Hooches of gun crews amid gun emplacements and ammunition bunkers (August-September 1968; FSB Horseshoe Bend)

Mortar attacks were not uncommon at FSB Horseshoe Bend but were rarely accurate.  Wayward Chinese-made 107mm rockets sometimes landed near us, also.

Acquaintances

I remember my battalion's Commander, a feisty cigar-smoking Lieutenant Colonel named Maxwell Thurman, who would later mount the Army's "Be All You Can Be" campaign, command the politically-suspect invasion of Panama and be considered, before succumbing to leukemia, for promotion to Chairman of the Joint Chiefs of Staff.

I remember my battery's Commander, Captain Albert Carlson, who would later be captured on a second tour, which I learned to my astonishment while watching him deplane during the televised return of POWs in 1973.

L to R Captain Carlson, Lieutenant Colonel Thurman, and Lieutenant Davis (August-September 1968; FSB Horseshoe Bend)

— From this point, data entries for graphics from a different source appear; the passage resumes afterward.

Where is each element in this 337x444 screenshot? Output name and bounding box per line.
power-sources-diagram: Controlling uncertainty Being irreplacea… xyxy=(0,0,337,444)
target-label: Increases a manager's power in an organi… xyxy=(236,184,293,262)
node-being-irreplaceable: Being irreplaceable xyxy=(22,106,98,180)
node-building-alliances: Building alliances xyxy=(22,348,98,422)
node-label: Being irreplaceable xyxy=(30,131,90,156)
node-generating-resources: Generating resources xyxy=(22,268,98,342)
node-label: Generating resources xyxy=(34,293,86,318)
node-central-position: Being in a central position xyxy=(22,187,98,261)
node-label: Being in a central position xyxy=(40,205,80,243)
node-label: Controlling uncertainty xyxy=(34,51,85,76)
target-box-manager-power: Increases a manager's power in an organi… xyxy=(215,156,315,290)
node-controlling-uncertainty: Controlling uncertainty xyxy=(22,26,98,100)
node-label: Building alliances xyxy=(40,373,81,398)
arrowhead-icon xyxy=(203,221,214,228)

I remember my battery's Executive Officer, First Lieutenant Tim Cusick, who was a pharmacist from Saint Louis, Missouri and one of the most "together" guys I've ever met (I only vaguely remember his predecessor, First Lieutenant Jim Seavers, from Chico, California, where I spent a disastrous first year in college before joining the Army).  I remember my battery's Maintenance Officer, First Lieutenant Jim Davis, another of the most "together" guys I've ever met (who, Mel Moffitt tells me, later entered the FBI).  And I remember Second Lieutenant Bill Cleavelin, an OCS classmate from Biloxi, Mississippi, who became Junior FDO when I filled Tim Cusick's shoes as the battery's Senior FDO.

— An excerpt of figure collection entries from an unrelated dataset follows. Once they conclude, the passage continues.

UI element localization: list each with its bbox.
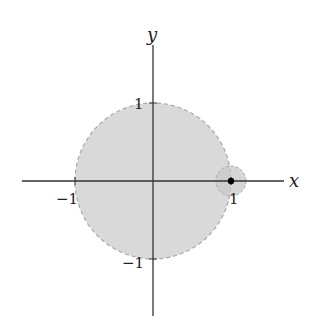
tick-label-y-neg: −1 bbox=[122, 254, 144, 272]
tick-label-y-pos: 1 bbox=[134, 95, 144, 113]
complex-plane-diagram: y x −1 1 1 −1 bbox=[0, 0, 318, 330]
point-one bbox=[228, 178, 234, 184]
tick-label-x-pos: 1 bbox=[229, 190, 239, 208]
y-axis-label: y bbox=[146, 24, 158, 45]
x-axis-label: x bbox=[289, 170, 299, 191]
tick-label-x-neg: −1 bbox=[56, 190, 78, 208]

L to R Lieutenant Cusick, me, and Lieutenant Davis (August-September 1968; FSB Horseshoe Bend)

I permanently lost a substantial range of hearing in my left ear at FSB Horseshoe Bend when the blast from a prematurely-fired howitzer's muzzle brake hit me like a fist.

I was reassigned at the beginning of October 1968 to Headquarters and Headquarters Battery 2/35 Artillery where I would serve as an Artillery AO, among other duties.